Mahmoud Youness

Peace Studies & Political Science

Mahmoud is a doctoral candidate writing a dissertation in peace studies and political theory. The dissertation is a comparative study of Ibn Khaldun and Machiavelli. It charts the imaginaries—the affective universes—that the two thinkers inhabited as a preliminary step to compare their work on political stability and its relevance for today’s thinking about peace and politics. It further argues that the understanding of these imaginaries is itself important for understanding and transforming conflict.

Prior to his training in peace studies, political theory and constitutional studies, Mahmoud studied philosophy, cognitive sciences, and religious studies. He uses this interdisciplinary background to formulate an understanding of moral and social psychology sensitive to the workings of affect (unreason) in political life. The role of affect in understanding and retrieving history is particularly important when studying comparative political thought, and Mahmoud develops a historical method to serve this purpose. The method aims to uncover the roots of differences in outlook that lay behind intractable conflicts. More directly, the method is used to compare two political theorists (Ibn Khaldun and Machiavelli) working in different contexts without falling into historical or psychological anachronism.

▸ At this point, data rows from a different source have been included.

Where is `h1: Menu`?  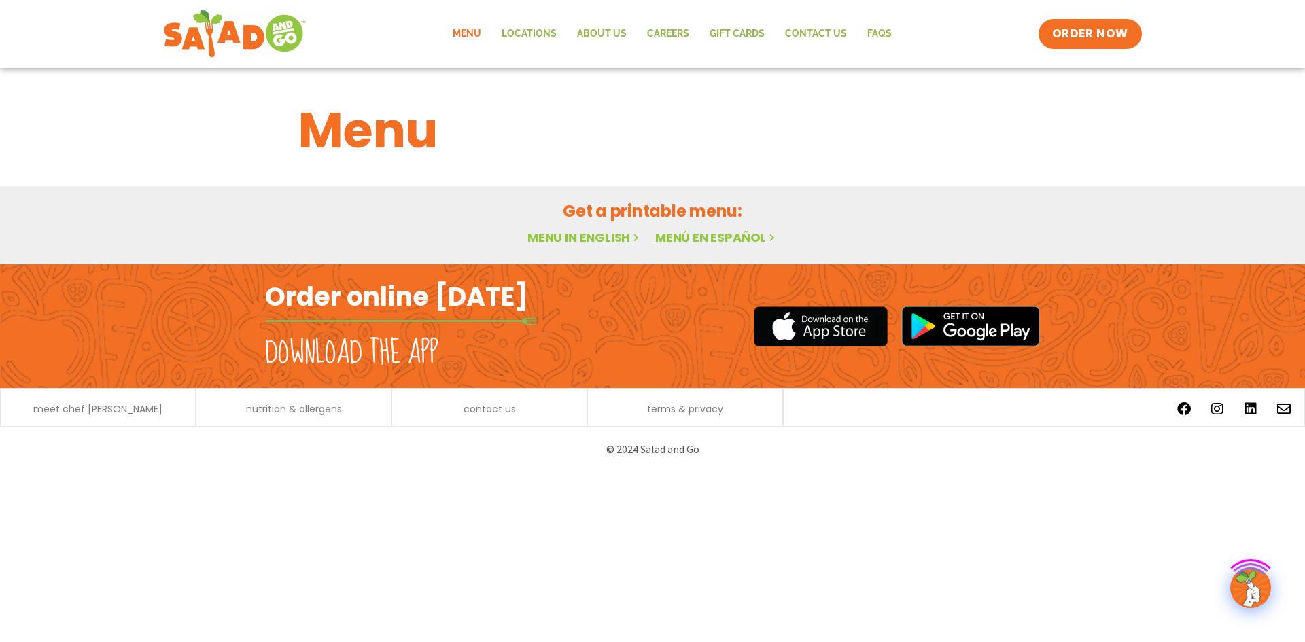
h1: Menu is located at coordinates (652, 130).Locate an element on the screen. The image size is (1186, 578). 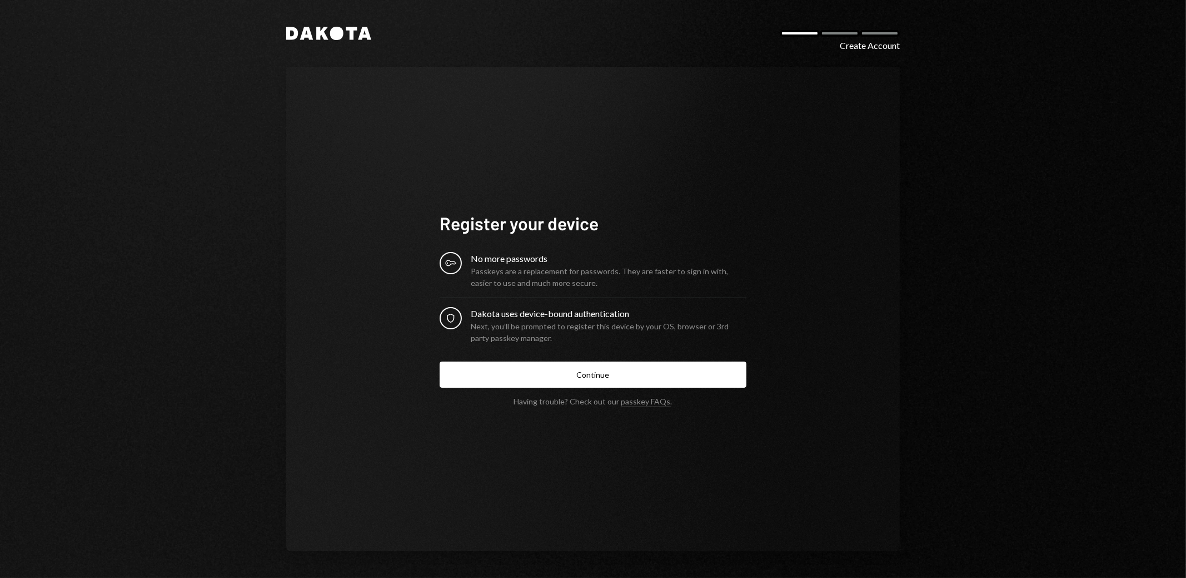
div: Create Account is located at coordinates (870, 46). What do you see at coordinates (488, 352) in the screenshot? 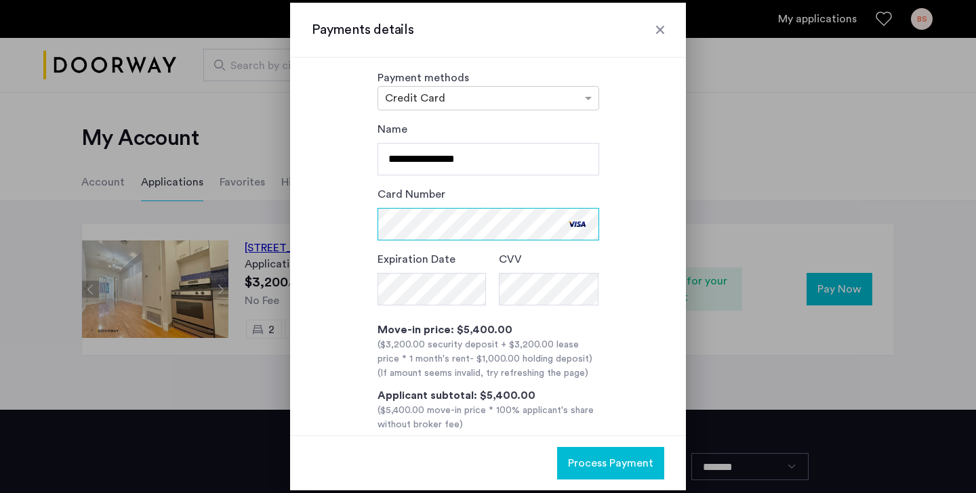
I see `div: ($3,200.00 security deposit + $3,200.00 lease price * 1 month's rent )` at bounding box center [488, 352]. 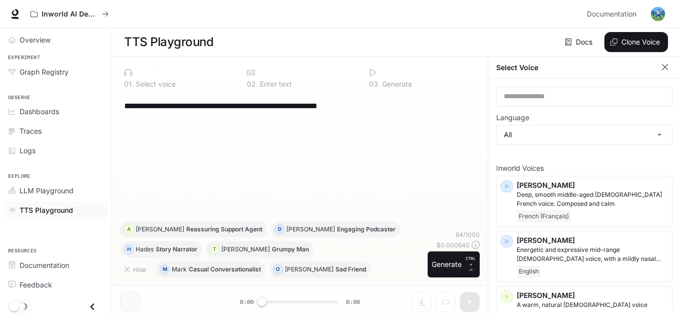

Building on the work in the dissertation on “political stability” Mahmoud plans to address the question of “ethical integrity” in its relation to the demands of politics and religion. The work is also comparative and tackles the work of major figures in the extended Islamic and Western traditions.

Mahmoud was a University Presidential Fellow (2017-2022) and a Mellon Family Fellow (2018-2019).

Publications

“Taming Time: The Possibility of History and Politics in Islam,” Hawliyat 19 (2020-21): 127-148.

“The Theory of Evolution: An Islamic Perspective; Part II: Created Evolution,” in N. El-Bizri (ed), Practicing Philosophy in Lebanon (Beirut: Dār al-Fārābī & The German Orient Institute, 2017).

“The Theory of Evolution: An Islamic Perspective; Part I: Against Parsimony,” Theological Review 33 (2012): 107-134.

“Al-Maʿād fī Zaman al-Ḥājah ilā al-Akhlāq [the ethical relevance of eschatology],” Al-Mahajja 22 (Winter-Spring 2011): 71-92.

Translations and Commentaries

Ṣunūf Al-Tajrubah Al-Dīniyyah (Beirut: Dār Al-Maʿārif Al-Ḥikmiyyah, forthcoming 2022). An Arabic translation with commentary and an analytical introduction of: William James, Varieties of Religious Experience, A Study in Human Nature, to be published by Dār Al-Maʿārif Al-Ḥikmiyyah (Beirut, 2022).

Al-Tasmiyah W-al-Ḍarūrah (Beirut: Dār al-Kitāb al-Jadīd, 2017). An Arabic translation with commentary and an analytical introduction of: Saul Kripke, Naming and Necessity (Harvard University Press, 2001).

In addition to the above, Mahmoud has produced over a dozen Arabic translations of major philosophical, theological, and ethical works from English and French writers.